Summary created by Smart Answers AI
In summary:
- PCWorld highlights a YouTube creator’s innovative desk setup that combines a custom-built aquarium with a dual-monitor standing workstation.
- The trapezoidal tank features a complete ecosystem with fish, crabs, snails, and algae, positioned under monitors with motorized height adjustment.
- This unique design showcases advanced integration of aquarium-keeping with PC hardware, including coordinated lighting that matches Windows 11’s eye strain features.
I love a good desktop PC setup—yeah, I’m creepin’ on you, Battlestations subreddit. Mine is about halfway between “professional” (with wood accents and sound-absorbing panels) and “9 years old” (with toy spaceships and dinosaurs). But a YouTube creator wins the internet for today, creating an amazing and functional aquarium with real fish and other critters, all sitting under his monitors.
The first step is, of course, the tank. Using custom-cut acrylic panels, he made a tank to fit the trapezoidal space, going far behind the monitors to account for the shallow sides. He even elevated it by a few millimeters to make room for routing a wired keyboard and mouse, earning some bonus points from the PC gaming crowd. The whole setup moves up and down with the motorized desk, and even the lights adjust to amber in the evenings to match Windows 11’s built-in eye strain tool.
Actually filling the tank needed some serious expertise and no small amount of artistry, starting with the base layer of soil for the aquatic plants, then sand and rocks to make a “riverbed.” Over a couple of months, the creator added life, including fish, crabs, snails, and cultivated algae, carefully balancing the tiny ecosystem while he watched it underneath his monitors. The end result is a gorgeous, captivating environment just inches away from some nice PC hardware.
Honestly, just give the whole video a watch. I’m blown away by the different and wide-ranging bits of expertise on display. Not only is “tanks for nothin” an expert in all things aquarium, he’s made amazingly good use of the space at his dual-monitor standing desk (enabled by some well-placed VESA monitor arms). He’s also an excellent videographer and editor, where showing off his finished tank and underwater tenants feels like a mini nature documentary.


### What you have to do:
Go through the entries below and copy every line that holds the word "Smart".

### Data for this exercise:
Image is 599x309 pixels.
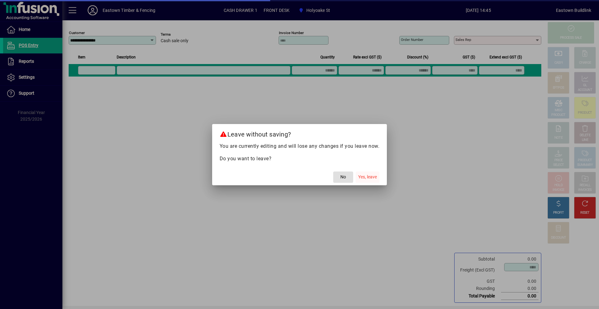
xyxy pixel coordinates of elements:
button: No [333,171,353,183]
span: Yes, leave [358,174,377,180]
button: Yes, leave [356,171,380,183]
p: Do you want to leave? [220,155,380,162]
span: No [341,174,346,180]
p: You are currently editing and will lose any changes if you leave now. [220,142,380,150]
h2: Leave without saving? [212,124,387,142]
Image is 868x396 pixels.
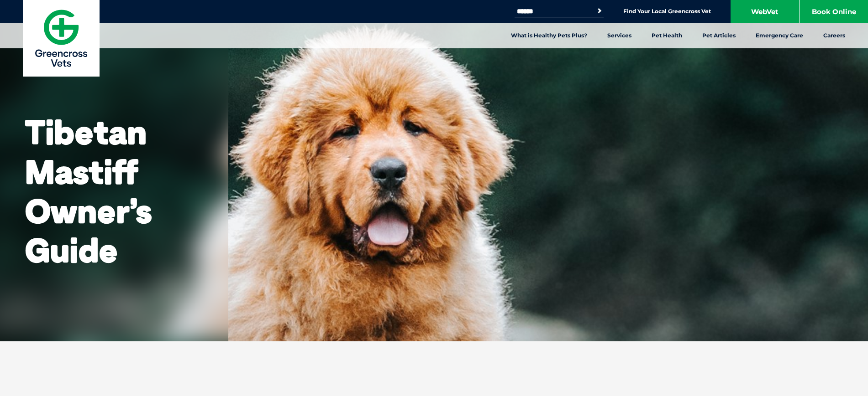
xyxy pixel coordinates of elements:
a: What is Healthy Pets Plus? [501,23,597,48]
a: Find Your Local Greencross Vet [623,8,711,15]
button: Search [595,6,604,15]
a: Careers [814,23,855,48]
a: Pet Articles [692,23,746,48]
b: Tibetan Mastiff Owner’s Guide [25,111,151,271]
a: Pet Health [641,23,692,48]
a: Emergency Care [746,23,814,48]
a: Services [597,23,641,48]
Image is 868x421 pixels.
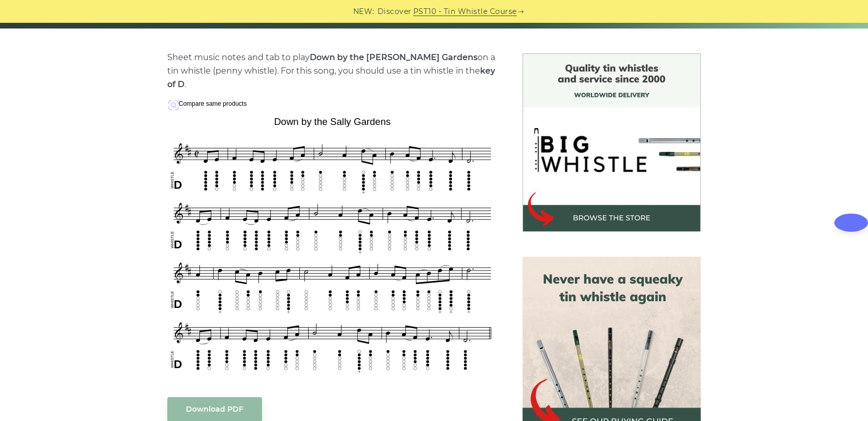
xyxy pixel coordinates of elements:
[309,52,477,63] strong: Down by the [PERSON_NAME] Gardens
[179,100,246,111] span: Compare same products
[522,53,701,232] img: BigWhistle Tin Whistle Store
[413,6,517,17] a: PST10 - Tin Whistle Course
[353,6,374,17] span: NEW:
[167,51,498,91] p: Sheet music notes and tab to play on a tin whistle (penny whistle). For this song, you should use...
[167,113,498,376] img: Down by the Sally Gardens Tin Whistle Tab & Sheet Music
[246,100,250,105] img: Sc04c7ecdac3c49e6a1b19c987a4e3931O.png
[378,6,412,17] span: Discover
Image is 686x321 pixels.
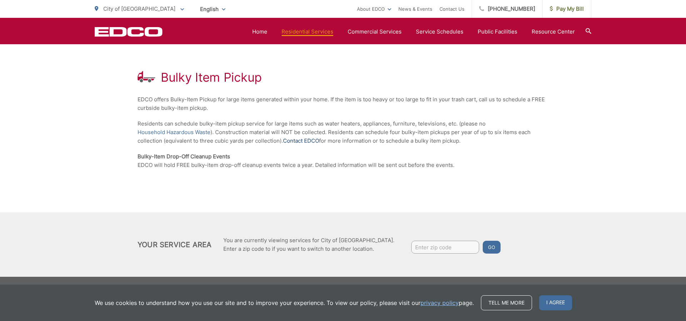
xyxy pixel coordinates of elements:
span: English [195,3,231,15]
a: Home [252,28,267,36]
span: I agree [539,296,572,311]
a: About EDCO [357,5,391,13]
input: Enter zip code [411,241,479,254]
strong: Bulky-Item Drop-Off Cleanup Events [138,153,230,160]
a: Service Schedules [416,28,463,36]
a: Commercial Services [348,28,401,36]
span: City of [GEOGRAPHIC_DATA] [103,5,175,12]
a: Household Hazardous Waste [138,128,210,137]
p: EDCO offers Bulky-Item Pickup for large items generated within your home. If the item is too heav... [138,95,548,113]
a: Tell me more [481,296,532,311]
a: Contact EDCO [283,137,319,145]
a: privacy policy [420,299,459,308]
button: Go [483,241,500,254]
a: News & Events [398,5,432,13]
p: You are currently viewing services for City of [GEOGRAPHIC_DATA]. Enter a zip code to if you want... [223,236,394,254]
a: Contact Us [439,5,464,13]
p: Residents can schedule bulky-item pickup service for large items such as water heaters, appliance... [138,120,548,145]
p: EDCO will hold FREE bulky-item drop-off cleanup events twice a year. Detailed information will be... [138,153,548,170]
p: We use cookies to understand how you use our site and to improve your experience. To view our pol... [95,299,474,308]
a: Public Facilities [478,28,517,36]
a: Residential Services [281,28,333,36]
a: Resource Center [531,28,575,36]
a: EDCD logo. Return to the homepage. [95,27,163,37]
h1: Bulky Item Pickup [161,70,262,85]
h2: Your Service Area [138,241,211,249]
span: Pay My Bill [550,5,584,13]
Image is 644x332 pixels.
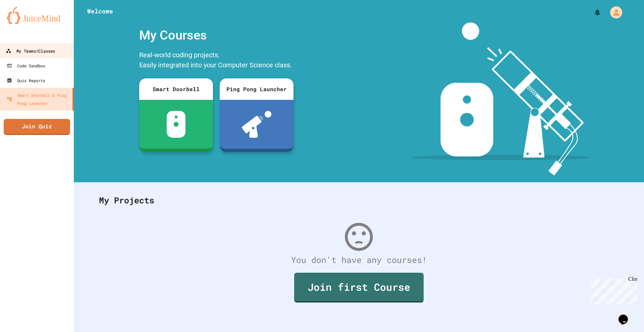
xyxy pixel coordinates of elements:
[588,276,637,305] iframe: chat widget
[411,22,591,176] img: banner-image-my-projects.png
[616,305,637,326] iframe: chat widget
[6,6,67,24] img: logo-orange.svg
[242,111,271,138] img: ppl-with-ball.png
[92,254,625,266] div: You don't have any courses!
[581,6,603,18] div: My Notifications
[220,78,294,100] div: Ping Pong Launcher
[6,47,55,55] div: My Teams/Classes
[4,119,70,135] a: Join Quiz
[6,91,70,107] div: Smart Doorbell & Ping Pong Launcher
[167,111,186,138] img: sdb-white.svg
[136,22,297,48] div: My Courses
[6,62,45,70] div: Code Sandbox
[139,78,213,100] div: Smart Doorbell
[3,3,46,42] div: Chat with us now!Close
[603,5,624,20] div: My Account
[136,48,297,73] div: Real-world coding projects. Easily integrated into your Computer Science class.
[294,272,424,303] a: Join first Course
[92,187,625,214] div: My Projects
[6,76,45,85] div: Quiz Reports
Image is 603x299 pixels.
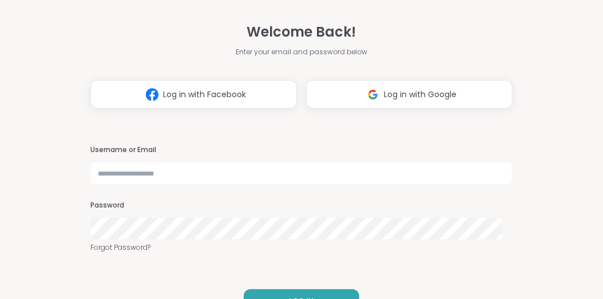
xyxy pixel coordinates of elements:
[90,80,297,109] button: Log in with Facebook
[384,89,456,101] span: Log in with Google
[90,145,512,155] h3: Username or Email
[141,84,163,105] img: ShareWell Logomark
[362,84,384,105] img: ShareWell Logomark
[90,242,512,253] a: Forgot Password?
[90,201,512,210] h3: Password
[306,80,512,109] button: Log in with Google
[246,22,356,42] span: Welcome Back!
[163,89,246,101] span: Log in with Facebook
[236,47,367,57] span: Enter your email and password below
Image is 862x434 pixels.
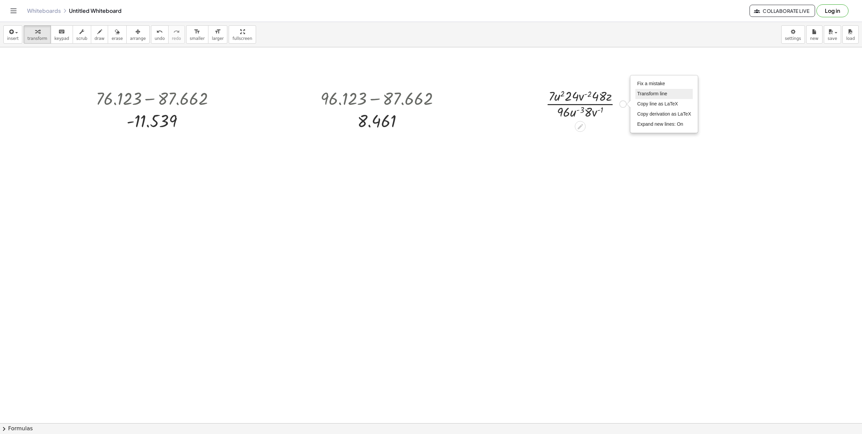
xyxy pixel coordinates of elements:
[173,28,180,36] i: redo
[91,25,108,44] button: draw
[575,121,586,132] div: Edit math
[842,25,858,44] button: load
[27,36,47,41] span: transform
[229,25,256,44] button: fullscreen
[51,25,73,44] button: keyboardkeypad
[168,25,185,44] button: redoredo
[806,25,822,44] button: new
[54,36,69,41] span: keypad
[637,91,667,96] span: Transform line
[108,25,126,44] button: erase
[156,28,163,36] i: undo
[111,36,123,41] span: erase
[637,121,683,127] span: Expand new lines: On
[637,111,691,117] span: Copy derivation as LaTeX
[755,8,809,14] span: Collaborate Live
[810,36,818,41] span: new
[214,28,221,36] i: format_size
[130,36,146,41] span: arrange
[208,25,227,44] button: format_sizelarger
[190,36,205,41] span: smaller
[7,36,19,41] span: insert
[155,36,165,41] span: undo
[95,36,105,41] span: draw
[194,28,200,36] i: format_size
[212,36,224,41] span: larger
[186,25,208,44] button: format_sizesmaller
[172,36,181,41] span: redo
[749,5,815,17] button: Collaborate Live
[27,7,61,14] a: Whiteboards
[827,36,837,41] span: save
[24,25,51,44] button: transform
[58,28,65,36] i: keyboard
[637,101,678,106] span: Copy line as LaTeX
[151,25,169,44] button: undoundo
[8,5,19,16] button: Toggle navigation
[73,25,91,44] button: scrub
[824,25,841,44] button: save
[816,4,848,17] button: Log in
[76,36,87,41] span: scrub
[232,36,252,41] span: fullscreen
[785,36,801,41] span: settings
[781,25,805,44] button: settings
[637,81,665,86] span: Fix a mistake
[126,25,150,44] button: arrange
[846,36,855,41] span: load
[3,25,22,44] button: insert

### Problem solution:
[6,91,70,107] div: Smart Doorbell & Ping Pong Launcher
[139,78,213,100] div: Smart Doorbell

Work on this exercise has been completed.